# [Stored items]

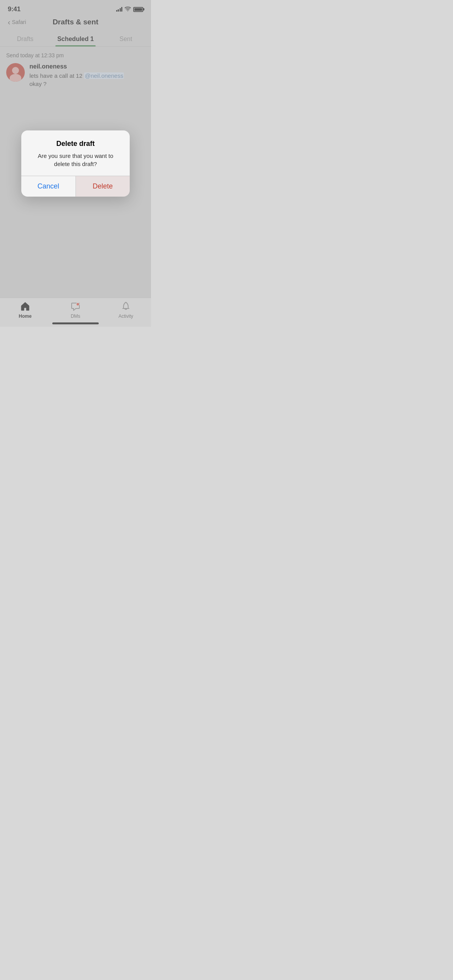 The width and height of the screenshot is (453, 980). What do you see at coordinates (76, 187) in the screenshot?
I see `modal-buttons: Cancel Delete` at bounding box center [76, 187].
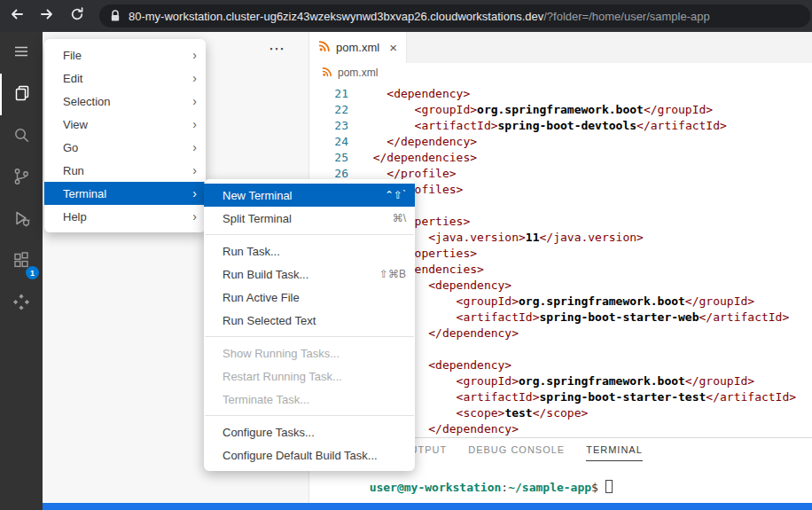  Describe the element at coordinates (550, 488) in the screenshot. I see `terminal-cwd: ~/sample-app` at that location.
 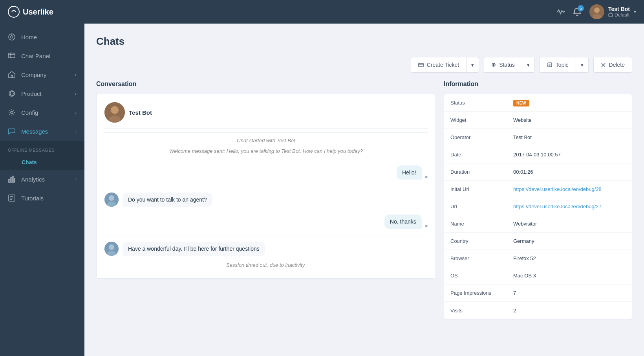 What do you see at coordinates (42, 162) in the screenshot?
I see `sidebar-item-chats: Chats` at bounding box center [42, 162].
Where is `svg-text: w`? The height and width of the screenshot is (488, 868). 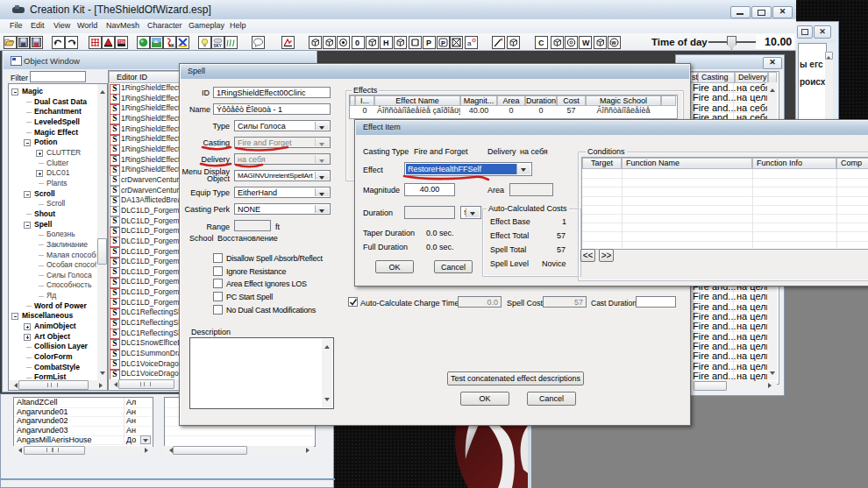 svg-text: w is located at coordinates (614, 42).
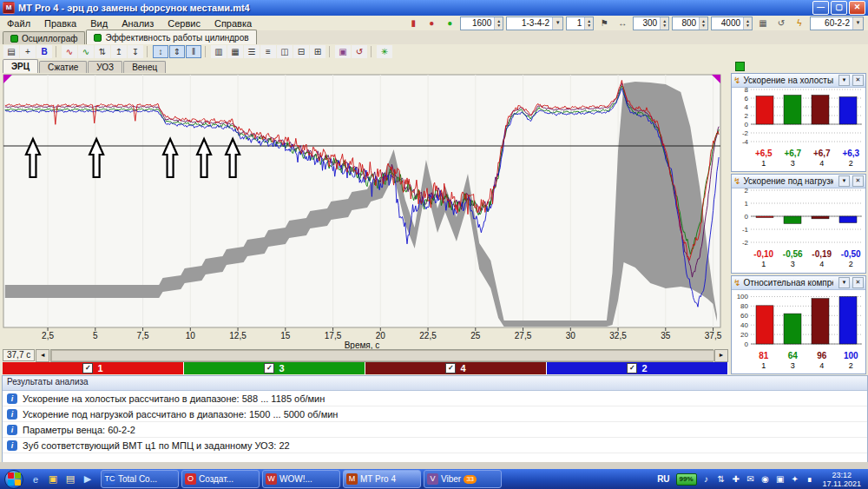 The image size is (868, 489). What do you see at coordinates (687, 479) in the screenshot?
I see `battery-indicator: 99%` at bounding box center [687, 479].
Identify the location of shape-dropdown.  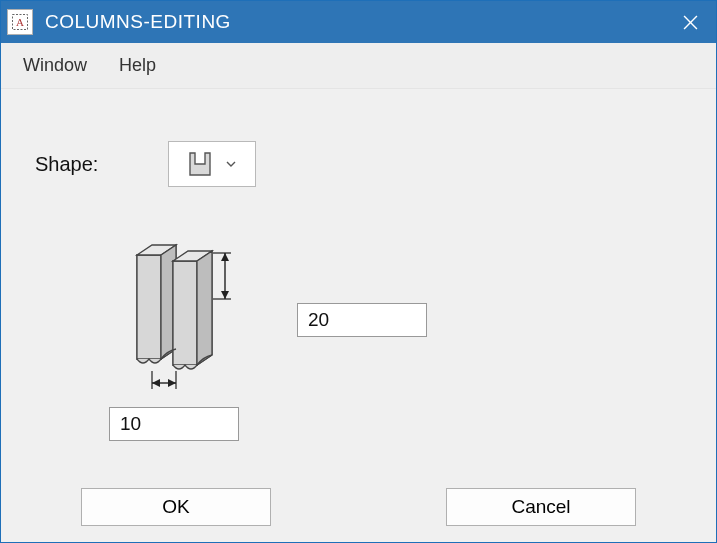
(212, 164).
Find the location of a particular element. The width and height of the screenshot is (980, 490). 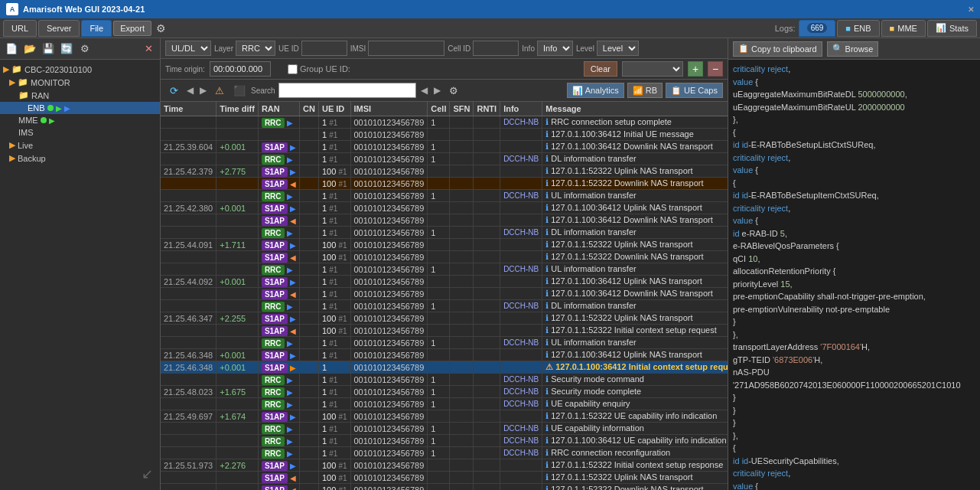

# [TASK BRIEF]
Starting at the line that contains "Identify the location of shape-dropdown.", write out every line through the final line of the entries, word for word; skip any pictures.

# [WRITTEN ANSWER]
Identify the location of shape-dropdown.  
(212, 164).
Find the location of a particular element. The width and height of the screenshot is (980, 490). 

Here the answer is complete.